Jesus is Brilliant- Part 2
May 1st, 2008 by John
“Tiberias Caesar August Son of Divine Augustus”
This inscription with an image of Caesar was on the denarius that the Herodians and Pharisees handed Jesus in Mark 12:13-17. On the reverse side of the coin was a female figure seated on a throne with the inscription “Pontifus Maximus” (High Priest). For Rome, “son of God” and “high priest” had nothing to do with the Jewish story.
These otherwise political/religious enemies (Herodians and Pharisees) band together at the Sanhedrin’s urging to finally trap Jesus. They conspire around one of the most explosive issues for Jews in Jesus’ day: taxes.
After buttering Jesus up with gaggingly sweet words (vs 14), they spring the trap: “Should we loyal Jews pay taxes to Caesar or not? Is it right or wrong?”
In AD 6 a Roman census of Judea was used to levy a head tax. To use idolatrous pagan coins was deeply offensive to Jews. Some revolted and minted their own Judean coins. Without mercy, Rome crushed the rebellion and crucified the leaders of the movement. Roman taxes would be paid.
Jesus faces the question. If he says and unequivocal “Yes,” then he could not be considered a loyal Jew and certainly not an authentic claimant as the promised Messiah. Popular interpretation and vision could not tolerate a Messianic leader capitulating to Rome. Messiah would liberate from Rome, not bend to Rome. So, a “yes” gets Jesus in trouble with the deeply-oppressed, overly-taxed Jewish people. On the other hand, if Jesus says “No,” then these Jewish leaders scurry to Pilate, Rome’s agent in Jerusalem, and cry, “We have another dangerous rebel raising up new resistance to Rome. Jesus of Nazareth is a trouble-maker to Jews and to Rome, as well.”
What will Jesus do?
“Bring me a denarius. Whose image and inscription in on it?” Jesus asked.
They respond, “Caesar’s.”
Hit pause.
These (allegedly) loyal Jews with a piece of portable idolatry in their possession are in the sacred Temple precincts. The coin is both visually and theologically idolatrous. These Jewish leaders have it. By this brilliant maneuver Jesus exposes these leaders’ willing participation in Rome’s oppressive presence. I wonder if “IN GOD WE TRUST” on our USAmerican currency will come back to bite the USAmerican church and culture.
Hit play. Jesus plainly says, “Give to Caesar what belongs to Caesar and give to God what belongs to God.”
Paraphrase: “You only owe Caesar mere taxes. The idolatrous coin is his so give it back to him. Yet, you owe God your very life as does every human life in the world.”
One will say, ‘I belong to the LORD ‘;
another will call himself by the name of Jacob;
still another will write on his hand, ‘The LORD’s,’
and will take the name Israel. Isaiah 44:5
Jesus answers in a brilliant way so that he can neither be accused of being a disloyal Jew nor a rebel against Rome.
Mark 12:17 ends with “And they were amazed at him.”
Mr. Leader-of-the-People-Astray, Mr. Illegitimate Child, Mr Demon-possessed man, Mr No Name from Nazareth, Mr Ignorant Rabble-Rouser shocks the smart, powerful people. He outwits them…again! Who is this?
It is brilliant Jesus.
Popularity: 10% [?]
Brilliant, sure…but the deck was stacked in His favor. In fact, He did the stacking. After all, didn’t He predestine that Caesar would have coins with his own image on them? And didn’t He predestine that the Jews would have to pay Roman taxes, with Roman coins? And didn’t he predestine that the Jewish faith would define such a practice to be odolatrous? And didn’t He predestine that the Pharisees would force Him to choose?
Answering a question cleverly is quite easy when the question, answer and seemingly tricky scenario were in reality all devised ahead of time, to the finest detail, by one and the same person….right?
Z-man,
Do I detect a little anti-determinist, anti-predestinarian cynicism in the above comment?
Jesus was a sheer genius.
‘57 (wannabe) Chevy-man
Not only did Jesus say give to Caesar this coin, but give God your life, he also said “give to CAESAR what is his, but give to GOD what is His”, stating unequivocably that Caesar was NOT God.
Fred,
Thanks for stopping by and commenting.
How did I miss that?! What a great observation.
It’s not original to me. I got that from a video series titled “In the Dust of the Rabbi”.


Count the lines in the following data that include "JSON". Please write only the number.
[[ Extracted material, beginning ]]
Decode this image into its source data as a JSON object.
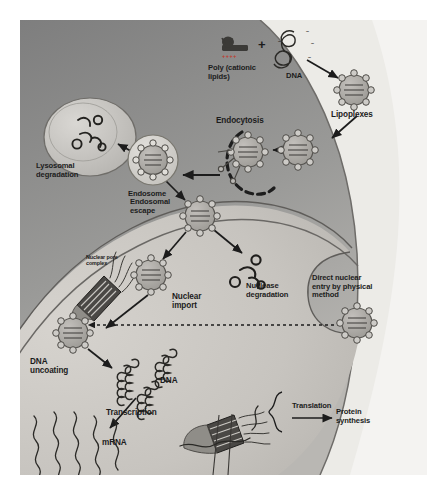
{
  "figure": {
    "background_color": "#eceae6",
    "cytoplasm_color": "#8d8d8d",
    "nucleus_color": "#c9c6c1",
    "outside_color": "#f2f1ef",
    "particle_color": "#a9a7a4",
    "ink_color": "#1c1c1c"
  },
  "labels": {
    "poly_cationic_lipids": "Poly (cationic\nlipids)",
    "plus_sign": "+",
    "dna_top": "DNA",
    "lipoplexes": "Lipoplexes",
    "endocytosis": "Endocytosis",
    "lysosomal_degradation": "Lysosomal\ndegradation",
    "endosome": "Endosome",
    "endosomal_escape": "Endosomal\nescape",
    "nuclease_degradation": "Nuclease\ndegradation",
    "nuclear_pore_complex": "Nuclear pore\ncomplex",
    "nuclear_import": "Nuclear\nimport",
    "direct_nuclear_entry": "Direct nuclear\nentry by physical\nmethod",
    "dna_uncoating": "DNA\nuncoating",
    "dna_nucleus": "DNA",
    "transcription": "Transcription",
    "mrna": "mRNA",
    "translation": "Translation",
    "protein_synthesis": "Protein\nsynthesis"
  },
  "charges": {
    "cationic": "++++",
    "anionic": "–"
  },
  "particles": {
    "lipoplex_count_visible": 8,
    "description": "gray vesicle with internal DNA lines and ring of lipid head groups"
  }
}
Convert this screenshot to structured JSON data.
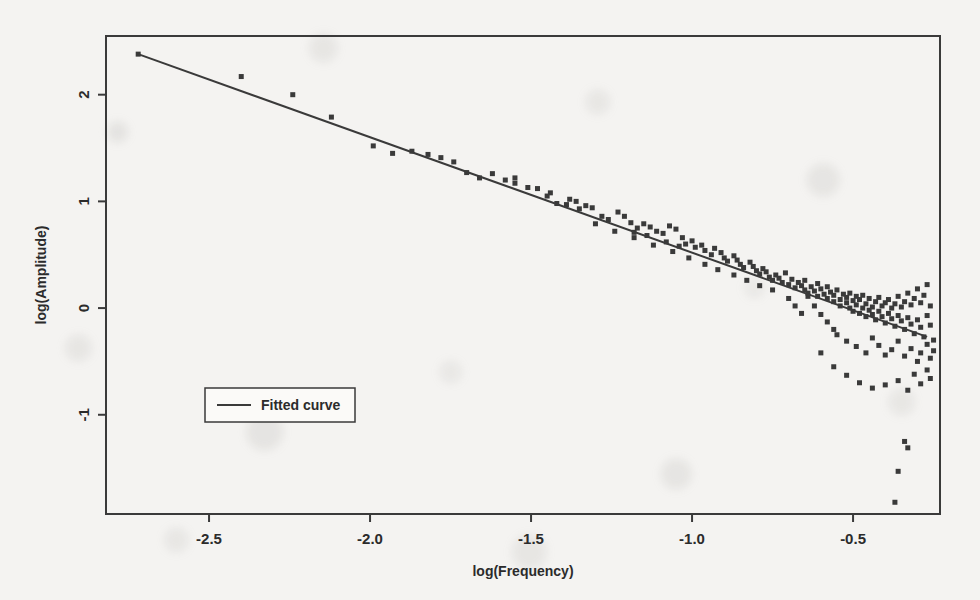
[[ Extracted material, end ]]
§ Response for this exercise
2